Third, partner up. Playing and training with a partner dramatically increases the efficacy and efficiency of your fitness program. “The family that plays together, stays together” was a rule we heard growing up. It remains a great guideline today.
Fourth, recognize injuries—minor and major ones—early, and treat them aggressively. We are developing the entire field of anabolic therapies for joint and tissue injuries where we inject bioactive factors that boost stem cell recruitment to the site of injury. We don’t know yet whether or not this will truly accelerate healing or prevent arthritis, but the data is encouraging so far.

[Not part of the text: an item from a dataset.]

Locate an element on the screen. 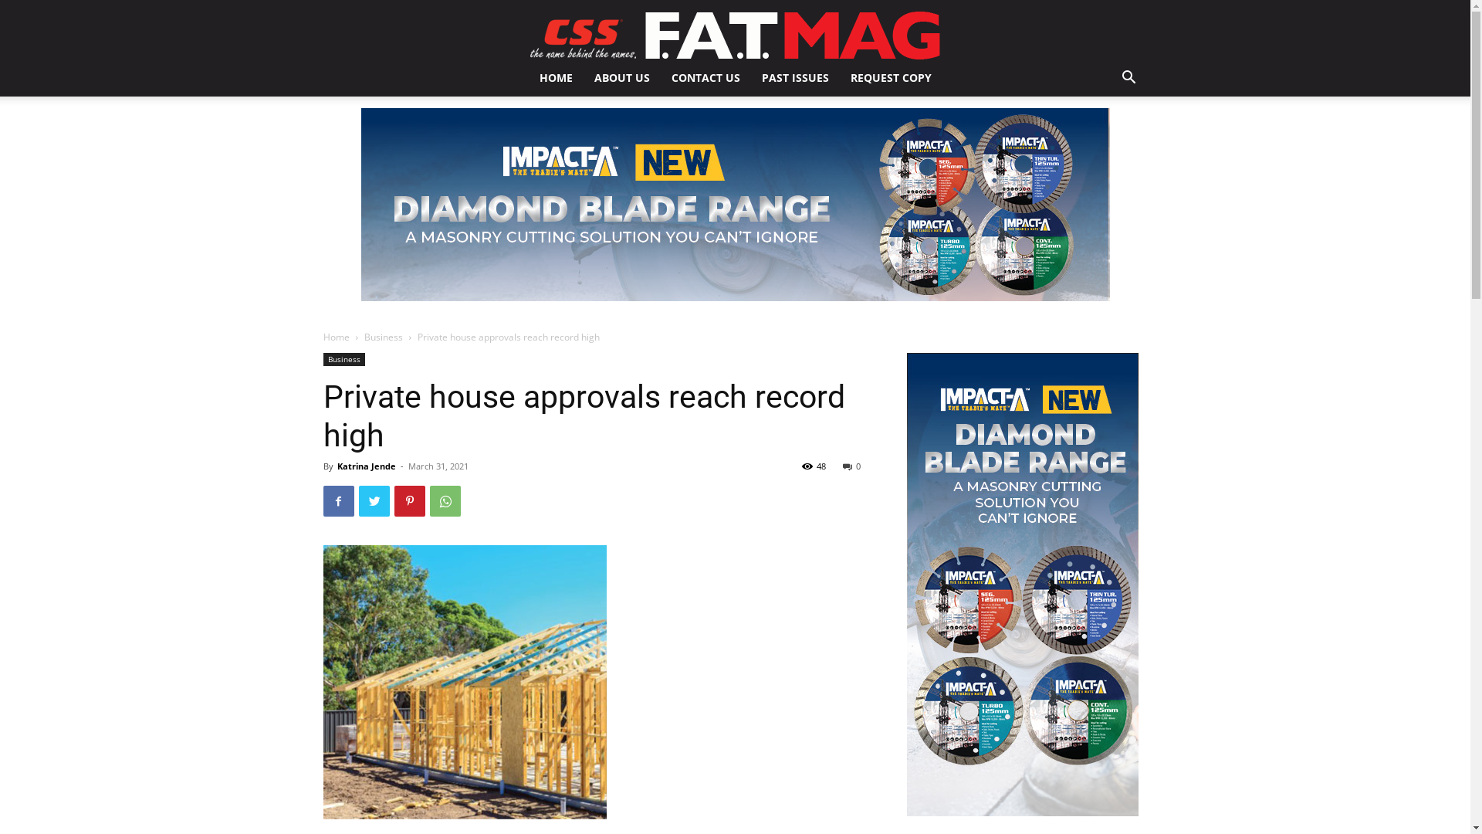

Fifth, sleep more. We often cut our sleep short. Then we work and play with fatigue, and wonder why we get hurt. The volume of data suggesting that a minimum of seven to eight hours of sleep per night dramatically affects our testosterone levels, our fitness, our decision making, and our memory storage, is overwhelming. Those last two hours of deep REM sleep—when we imbed the lessons we learned through the day—are the key hours. Without them, we repeat our mistakes and leave ourselves open to avoidable errors of judgment and action.
So, how do you not get hurt? Be smart. Live smart. Your knees, and everything connected to them, will thank you for it.